In 1956, Benjamin Bloom with collaborators Max Englehart, Edward Furst, Walter Hill, and David Krathwohl published a framework for categorizing educational goals: Taxonomy of Educational Objectives. Familiarly known as Bloom’s Taxonomy, this framework has been applied by generations of K-12 teachers and college instructors in their teaching.
The framework elaborated by Bloom and his collaborators consisted of six major categories: Knowledge, Comprehension, Application, Analysis, Synthesis, and Evaluation. The categories after Knowledge were presented as “skills and abilities,” with the understanding that knowledge was the necessary precondition for putting these skills and abilities into practice.
While each category contained subcategories, all lying along a continuum from simple to complex and concrete to abstract, the taxonomy is popularly remembered according to the six main categories.
Here are the authors’ brief explanations of these main categories in from the appendix of Taxonomy of Educational Objectives (Handbook One, pp. 201-207):
Knowledge “involves the recall of specifics and universals, the recall of methods and processes, or the recall of a pattern, structure, or setting.”
Comprehension “refers to a type of understanding or apprehension such that the individual knows what is being communicated and can make use of the material or idea being communicated without necessarily relating it to other material or seeing its fullest implications.”
Application refers to the “use of abstractions in particular and concrete situations.”
Analysis represents the “breakdown of a communication into its constituent elements or parts such that the relative hierarchy of ideas is made clear and/or the relations between ideas expressed are made explicit.”
Synthesis involves the “putting together of elements and parts so as to form a whole.”
Evaluation engenders “judgments about the value of material and methods for given purposes.”
The authors of the revised taxonomy suggest a multi-layered answer to this question, to which the author of this teaching guide has added some clarifying points:
Objectives (learning goals) are important to establish in a pedagogical interchange so that teachers and students alike understand the purpose of that interchange.
Organizing objectives helps to clarify objectives for themselves and for students.
Having an organized set of objectives helps teachers to:
“plan and deliver appropriate instruction”;
“design valid assessment tasks and strategies”;and
“ensure that instruction and assessment are aligned with the objectives.”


Task description:
Output exactly the lines from the one containing "Screen resolution is (1024, 681)." to the last line of the material, inclusive, and nothing more.

Supplied material:
┏━━

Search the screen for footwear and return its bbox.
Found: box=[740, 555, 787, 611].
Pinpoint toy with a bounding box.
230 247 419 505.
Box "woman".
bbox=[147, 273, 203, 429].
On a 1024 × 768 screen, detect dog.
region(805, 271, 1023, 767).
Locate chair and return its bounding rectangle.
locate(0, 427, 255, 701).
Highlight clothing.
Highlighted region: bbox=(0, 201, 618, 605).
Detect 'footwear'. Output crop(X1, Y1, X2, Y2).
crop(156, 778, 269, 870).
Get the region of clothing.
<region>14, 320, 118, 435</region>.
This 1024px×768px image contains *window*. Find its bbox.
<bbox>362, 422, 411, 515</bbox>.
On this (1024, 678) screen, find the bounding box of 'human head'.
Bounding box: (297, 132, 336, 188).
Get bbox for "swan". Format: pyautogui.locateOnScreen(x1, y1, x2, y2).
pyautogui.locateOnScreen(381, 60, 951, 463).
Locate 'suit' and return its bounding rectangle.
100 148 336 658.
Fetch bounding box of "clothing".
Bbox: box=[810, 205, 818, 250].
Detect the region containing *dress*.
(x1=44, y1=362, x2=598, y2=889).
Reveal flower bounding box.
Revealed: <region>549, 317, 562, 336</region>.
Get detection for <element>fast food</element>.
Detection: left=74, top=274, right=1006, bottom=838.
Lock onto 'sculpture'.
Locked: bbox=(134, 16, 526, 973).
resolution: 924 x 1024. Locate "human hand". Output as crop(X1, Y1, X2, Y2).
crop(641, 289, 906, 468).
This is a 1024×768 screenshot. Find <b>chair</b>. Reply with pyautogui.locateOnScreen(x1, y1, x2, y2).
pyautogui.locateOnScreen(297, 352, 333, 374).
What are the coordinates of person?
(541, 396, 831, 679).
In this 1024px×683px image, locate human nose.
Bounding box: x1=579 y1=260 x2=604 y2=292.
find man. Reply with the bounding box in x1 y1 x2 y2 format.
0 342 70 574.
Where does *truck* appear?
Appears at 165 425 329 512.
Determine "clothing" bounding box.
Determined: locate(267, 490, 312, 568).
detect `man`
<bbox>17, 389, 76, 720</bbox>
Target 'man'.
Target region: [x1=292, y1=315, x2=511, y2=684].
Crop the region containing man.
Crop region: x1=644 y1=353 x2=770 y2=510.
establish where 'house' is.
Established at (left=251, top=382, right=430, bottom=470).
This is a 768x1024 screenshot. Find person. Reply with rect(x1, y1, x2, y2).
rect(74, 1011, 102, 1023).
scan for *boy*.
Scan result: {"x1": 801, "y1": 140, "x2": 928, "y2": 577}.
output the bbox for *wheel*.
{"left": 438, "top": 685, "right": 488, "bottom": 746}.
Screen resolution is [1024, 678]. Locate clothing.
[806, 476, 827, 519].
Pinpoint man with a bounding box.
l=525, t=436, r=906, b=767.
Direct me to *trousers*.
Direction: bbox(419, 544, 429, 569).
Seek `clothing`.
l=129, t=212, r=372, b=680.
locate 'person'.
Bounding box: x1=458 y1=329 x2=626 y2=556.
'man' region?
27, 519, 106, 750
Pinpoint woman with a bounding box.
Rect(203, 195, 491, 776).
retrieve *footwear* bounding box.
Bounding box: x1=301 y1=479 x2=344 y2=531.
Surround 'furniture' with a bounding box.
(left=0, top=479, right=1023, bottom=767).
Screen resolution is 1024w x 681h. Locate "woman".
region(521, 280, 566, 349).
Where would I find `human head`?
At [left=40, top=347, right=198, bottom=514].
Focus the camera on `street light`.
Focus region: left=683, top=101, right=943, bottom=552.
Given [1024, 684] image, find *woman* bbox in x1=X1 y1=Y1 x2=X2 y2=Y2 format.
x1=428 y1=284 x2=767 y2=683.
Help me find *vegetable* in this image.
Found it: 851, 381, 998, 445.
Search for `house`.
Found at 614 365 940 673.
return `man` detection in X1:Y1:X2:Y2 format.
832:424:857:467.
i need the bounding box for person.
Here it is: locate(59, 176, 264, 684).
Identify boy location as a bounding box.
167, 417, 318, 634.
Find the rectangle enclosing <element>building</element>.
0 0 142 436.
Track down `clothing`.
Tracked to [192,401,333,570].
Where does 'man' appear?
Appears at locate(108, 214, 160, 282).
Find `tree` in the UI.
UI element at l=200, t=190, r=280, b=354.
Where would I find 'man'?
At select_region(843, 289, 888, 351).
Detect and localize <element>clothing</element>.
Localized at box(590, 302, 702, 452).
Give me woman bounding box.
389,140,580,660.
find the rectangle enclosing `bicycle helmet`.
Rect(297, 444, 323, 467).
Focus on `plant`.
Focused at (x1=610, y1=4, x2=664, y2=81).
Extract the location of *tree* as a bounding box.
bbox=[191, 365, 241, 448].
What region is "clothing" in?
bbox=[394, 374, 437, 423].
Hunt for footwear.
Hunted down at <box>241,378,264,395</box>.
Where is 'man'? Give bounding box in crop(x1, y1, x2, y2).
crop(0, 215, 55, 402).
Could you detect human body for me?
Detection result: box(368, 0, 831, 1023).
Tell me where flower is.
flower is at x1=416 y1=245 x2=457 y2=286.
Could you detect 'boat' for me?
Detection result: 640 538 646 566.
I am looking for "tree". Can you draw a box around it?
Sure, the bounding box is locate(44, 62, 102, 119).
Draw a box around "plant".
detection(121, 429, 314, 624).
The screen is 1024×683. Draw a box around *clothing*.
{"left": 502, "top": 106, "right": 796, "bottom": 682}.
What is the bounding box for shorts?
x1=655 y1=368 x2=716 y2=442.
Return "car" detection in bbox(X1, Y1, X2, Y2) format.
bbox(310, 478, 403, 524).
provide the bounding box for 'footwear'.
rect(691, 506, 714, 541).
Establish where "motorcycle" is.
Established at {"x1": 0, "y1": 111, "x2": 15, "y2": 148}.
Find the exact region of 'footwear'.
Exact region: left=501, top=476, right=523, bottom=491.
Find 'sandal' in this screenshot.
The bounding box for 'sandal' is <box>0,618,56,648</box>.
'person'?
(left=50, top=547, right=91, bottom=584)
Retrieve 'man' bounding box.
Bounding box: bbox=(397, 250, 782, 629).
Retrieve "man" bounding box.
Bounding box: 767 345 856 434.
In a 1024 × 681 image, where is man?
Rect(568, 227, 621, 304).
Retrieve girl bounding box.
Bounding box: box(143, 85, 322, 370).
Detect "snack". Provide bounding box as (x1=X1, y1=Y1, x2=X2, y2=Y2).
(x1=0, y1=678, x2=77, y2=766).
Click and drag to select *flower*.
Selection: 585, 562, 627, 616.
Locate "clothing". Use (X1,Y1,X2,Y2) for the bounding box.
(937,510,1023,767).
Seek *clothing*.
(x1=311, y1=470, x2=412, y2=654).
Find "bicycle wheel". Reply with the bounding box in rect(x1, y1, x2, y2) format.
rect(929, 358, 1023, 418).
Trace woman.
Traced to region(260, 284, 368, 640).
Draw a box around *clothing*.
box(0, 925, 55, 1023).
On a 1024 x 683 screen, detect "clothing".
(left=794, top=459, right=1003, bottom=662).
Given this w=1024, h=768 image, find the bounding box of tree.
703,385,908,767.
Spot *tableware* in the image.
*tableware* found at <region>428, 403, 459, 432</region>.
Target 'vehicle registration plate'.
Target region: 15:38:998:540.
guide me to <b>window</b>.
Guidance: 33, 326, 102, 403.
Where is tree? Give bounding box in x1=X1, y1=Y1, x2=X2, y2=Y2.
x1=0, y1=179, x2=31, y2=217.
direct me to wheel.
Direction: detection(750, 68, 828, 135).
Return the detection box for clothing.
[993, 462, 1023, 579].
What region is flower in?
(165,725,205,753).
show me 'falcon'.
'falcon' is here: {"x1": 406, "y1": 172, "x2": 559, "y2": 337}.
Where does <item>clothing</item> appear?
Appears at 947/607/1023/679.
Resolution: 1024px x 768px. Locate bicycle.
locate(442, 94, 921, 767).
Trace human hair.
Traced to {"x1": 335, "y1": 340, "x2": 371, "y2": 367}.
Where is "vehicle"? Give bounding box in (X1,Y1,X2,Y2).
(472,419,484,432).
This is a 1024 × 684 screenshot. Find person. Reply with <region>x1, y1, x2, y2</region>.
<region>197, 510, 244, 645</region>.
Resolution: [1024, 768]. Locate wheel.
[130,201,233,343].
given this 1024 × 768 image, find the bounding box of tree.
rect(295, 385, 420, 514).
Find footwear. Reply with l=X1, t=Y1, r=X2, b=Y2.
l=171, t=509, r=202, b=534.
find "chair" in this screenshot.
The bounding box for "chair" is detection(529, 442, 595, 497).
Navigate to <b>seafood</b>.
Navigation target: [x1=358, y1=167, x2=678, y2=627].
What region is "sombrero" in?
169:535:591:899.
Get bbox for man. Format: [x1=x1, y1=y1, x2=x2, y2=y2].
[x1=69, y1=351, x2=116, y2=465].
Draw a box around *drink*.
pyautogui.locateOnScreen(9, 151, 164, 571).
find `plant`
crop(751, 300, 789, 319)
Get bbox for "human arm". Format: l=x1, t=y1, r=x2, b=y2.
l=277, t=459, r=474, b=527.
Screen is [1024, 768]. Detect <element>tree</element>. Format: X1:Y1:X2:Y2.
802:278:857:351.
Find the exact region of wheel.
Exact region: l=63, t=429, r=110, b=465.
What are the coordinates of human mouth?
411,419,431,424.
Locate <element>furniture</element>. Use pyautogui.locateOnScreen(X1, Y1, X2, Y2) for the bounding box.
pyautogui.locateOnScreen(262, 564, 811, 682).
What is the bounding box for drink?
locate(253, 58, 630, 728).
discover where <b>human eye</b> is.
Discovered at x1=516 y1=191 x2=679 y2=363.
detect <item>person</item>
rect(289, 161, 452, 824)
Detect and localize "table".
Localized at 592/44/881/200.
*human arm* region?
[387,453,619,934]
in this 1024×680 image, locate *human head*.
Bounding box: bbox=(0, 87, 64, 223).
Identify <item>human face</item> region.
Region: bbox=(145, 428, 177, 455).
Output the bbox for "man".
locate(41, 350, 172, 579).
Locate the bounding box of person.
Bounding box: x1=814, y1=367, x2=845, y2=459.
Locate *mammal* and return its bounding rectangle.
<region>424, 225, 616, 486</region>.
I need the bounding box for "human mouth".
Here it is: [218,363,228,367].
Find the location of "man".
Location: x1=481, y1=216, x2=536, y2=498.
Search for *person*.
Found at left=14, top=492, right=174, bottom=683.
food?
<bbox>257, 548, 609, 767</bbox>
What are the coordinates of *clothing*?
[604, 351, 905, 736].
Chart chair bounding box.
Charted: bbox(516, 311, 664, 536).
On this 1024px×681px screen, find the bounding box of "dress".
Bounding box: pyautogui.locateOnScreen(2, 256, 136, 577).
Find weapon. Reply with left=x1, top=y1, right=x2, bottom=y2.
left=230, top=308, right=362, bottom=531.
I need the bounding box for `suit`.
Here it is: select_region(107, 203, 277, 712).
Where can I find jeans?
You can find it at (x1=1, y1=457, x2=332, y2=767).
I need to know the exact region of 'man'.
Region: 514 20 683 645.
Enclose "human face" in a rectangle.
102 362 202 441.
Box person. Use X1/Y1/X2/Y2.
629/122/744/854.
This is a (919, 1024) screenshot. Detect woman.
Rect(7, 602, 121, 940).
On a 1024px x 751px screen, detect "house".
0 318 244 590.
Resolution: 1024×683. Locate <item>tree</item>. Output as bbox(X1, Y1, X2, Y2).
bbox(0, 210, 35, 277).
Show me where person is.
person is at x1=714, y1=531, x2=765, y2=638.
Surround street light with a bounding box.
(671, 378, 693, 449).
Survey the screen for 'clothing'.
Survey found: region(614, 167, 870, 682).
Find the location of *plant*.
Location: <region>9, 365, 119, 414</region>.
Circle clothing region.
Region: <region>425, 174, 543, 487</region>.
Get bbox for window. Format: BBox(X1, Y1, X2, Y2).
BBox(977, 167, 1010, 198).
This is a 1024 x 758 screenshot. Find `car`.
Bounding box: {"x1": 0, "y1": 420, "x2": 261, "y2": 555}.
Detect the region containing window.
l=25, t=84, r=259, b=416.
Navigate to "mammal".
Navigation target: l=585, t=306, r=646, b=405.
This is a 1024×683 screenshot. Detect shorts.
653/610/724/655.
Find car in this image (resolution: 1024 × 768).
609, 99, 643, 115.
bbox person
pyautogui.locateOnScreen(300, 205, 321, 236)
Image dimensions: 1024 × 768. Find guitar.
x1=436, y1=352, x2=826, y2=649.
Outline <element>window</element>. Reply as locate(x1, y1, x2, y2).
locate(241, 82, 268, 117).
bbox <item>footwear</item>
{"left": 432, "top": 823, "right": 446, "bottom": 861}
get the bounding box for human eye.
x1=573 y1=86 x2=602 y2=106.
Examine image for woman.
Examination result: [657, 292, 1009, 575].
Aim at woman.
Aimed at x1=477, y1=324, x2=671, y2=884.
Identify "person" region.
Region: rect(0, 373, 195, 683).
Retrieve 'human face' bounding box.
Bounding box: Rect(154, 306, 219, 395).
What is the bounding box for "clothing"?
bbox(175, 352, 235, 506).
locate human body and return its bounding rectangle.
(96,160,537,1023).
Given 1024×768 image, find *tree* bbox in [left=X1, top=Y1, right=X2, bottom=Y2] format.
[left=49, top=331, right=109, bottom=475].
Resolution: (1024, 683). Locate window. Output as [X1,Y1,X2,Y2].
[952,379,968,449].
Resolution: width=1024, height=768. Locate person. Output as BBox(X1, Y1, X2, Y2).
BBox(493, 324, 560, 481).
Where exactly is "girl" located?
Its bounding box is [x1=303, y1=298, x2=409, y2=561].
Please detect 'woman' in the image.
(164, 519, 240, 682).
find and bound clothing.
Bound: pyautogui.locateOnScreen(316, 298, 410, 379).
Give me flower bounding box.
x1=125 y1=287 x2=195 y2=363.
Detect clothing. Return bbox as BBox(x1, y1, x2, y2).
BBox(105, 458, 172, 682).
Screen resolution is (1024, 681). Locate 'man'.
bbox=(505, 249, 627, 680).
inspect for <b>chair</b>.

┗━━

Answer section:
Screen resolution is (1024, 681). Locate 'man'.
bbox=(505, 249, 627, 680).
inspect for <b>chair</b>.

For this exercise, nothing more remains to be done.